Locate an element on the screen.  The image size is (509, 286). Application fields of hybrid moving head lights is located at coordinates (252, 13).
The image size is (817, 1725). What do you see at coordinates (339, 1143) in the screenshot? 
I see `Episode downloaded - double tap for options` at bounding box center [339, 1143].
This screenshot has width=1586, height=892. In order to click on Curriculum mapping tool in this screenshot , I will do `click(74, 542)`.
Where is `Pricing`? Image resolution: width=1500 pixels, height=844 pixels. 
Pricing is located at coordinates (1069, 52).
---*---
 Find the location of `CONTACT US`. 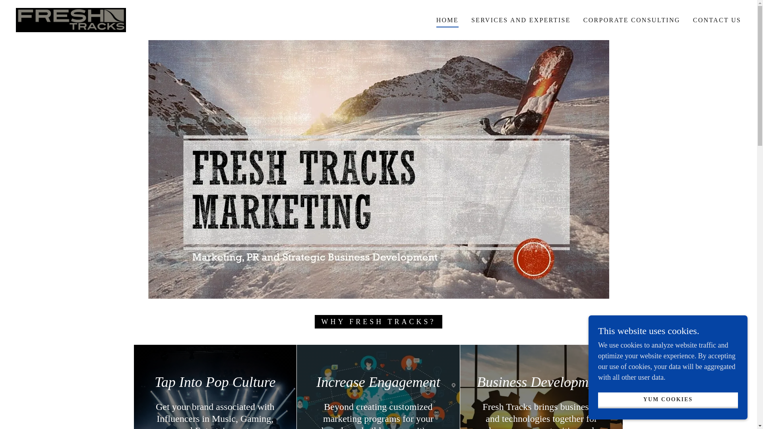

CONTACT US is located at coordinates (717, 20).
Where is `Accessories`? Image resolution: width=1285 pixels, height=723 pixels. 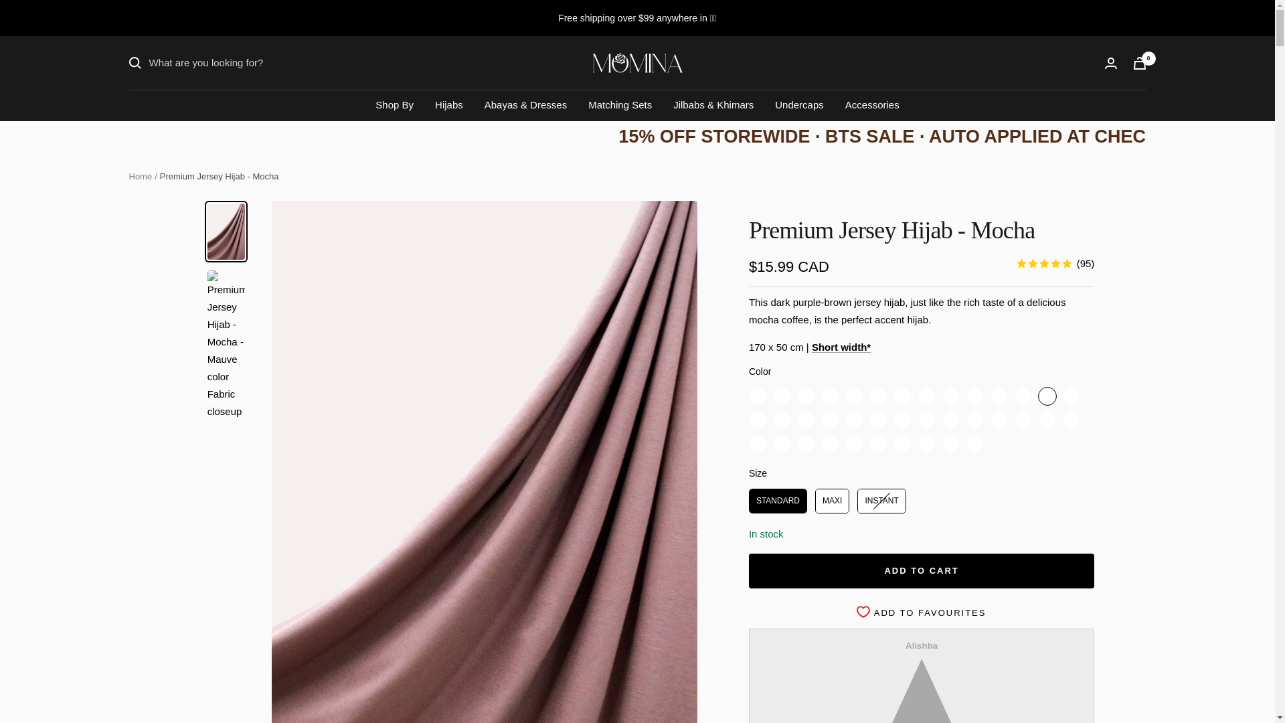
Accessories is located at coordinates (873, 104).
---*---
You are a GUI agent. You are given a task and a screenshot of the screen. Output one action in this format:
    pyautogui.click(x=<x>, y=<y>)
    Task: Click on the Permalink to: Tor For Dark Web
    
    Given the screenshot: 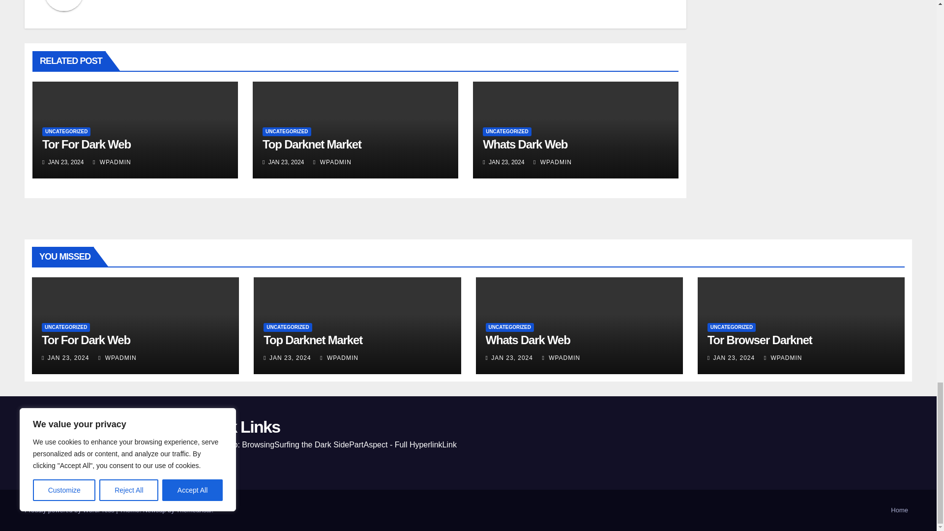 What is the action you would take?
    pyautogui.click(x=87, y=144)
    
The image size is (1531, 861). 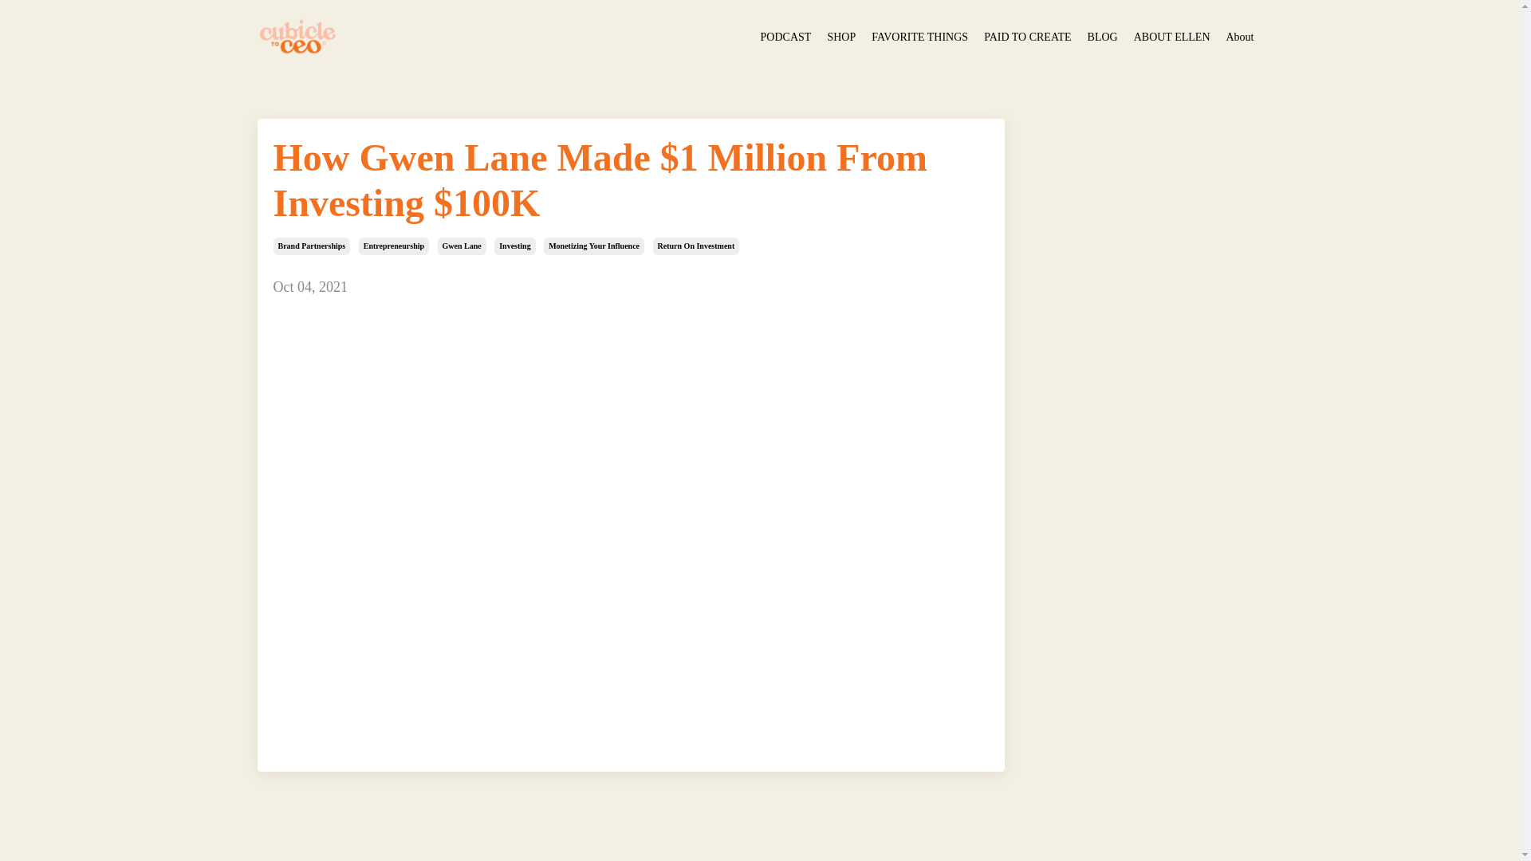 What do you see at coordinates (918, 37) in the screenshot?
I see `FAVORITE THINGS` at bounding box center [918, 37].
---*---
*What needs to be done:*
Each line above where the word "this" occurs should be copied out.

*Task result:*
This screenshot has width=1586, height=892. In order to click on Curriculum mapping tool in this screenshot , I will do `click(74, 542)`.
You are a GUI agent. You are given a task and a screenshot of the screen. Output one action in this format:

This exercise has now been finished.